In conclusion, GlycA levels, integrating multiple inflammatory pathways, are higher among HIV-infected men than HIV-uninfected men and correlate well with other inflammatory and monocyte activation biomarker levels as well as with multiple measures of CT subclinical coronary atherosclerosis. Our study suggests the potential use of GlycA in CVD risk stratification in HIV patients that is similar to HIV-uninfected persons, but further study is needed in this area.

Supplementary Material

Supplement

Acknowledgements

The authors thank the staff and participants of the MACS for their important contributions. The MACS website is located at http://aidscohortstudy.org/.

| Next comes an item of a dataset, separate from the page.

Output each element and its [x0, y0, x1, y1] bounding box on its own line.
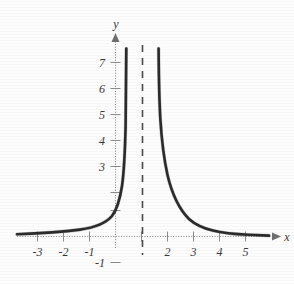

Funding sources: This study is funded by the National Heart, Lung and Blood Institute (NHLBI) grant R01 HL095129 to Dr. Post. The MACS is funded by the National Institute of Allergy and Infectious Diseases (NIAID), with additional supplemental funding from the National Cancer Institute (NCI), the National Institute on Drug Abuse (NIDA), the National Institute of Mental Health (NIMH), and the NHLBI as follows: UO1-AI-35042, UL1-RR025005, UM1-AI-35043, UO1-AI-35039, UO1-AI-35040, UO1-AI-35041. Drs. Michos and Zhao are supported by the Blumenthal Scholars Program in Preventive Cardiology. Dr. Brown is supported in part by the National Institute for Allergy and Infectious Diseases (K24 AI120834). Dr Mora is supported by the NHLBI (R01HL134811 and K24 HL136852), and the National Institute of Diabetes and Digestive and Kidney Diseases (DK112940).

Role of the Sponsor: This work was funded by grants from the NIH, but the funding source had no input in writing or design of manuscript.

Footnotes

Disclosures: Dr. Brown has served as a consultant to Gilead Sciences, Merck, BMS, EMD-Serono, and Theratechnologies. Dr. Budoff has received research funds from GE Healthcare. Dr. Otvos is employed by LabCorp (formally LipoScence). Dr. Mora has received research grant support from Atherotech Diagnostics, and has received consulting fees from Quest Diagnostics for work outside the current study. Dr. Mora has a patent application on the use of GlycA for predicting risk of colorectal cancer. No other authors report any conflicts.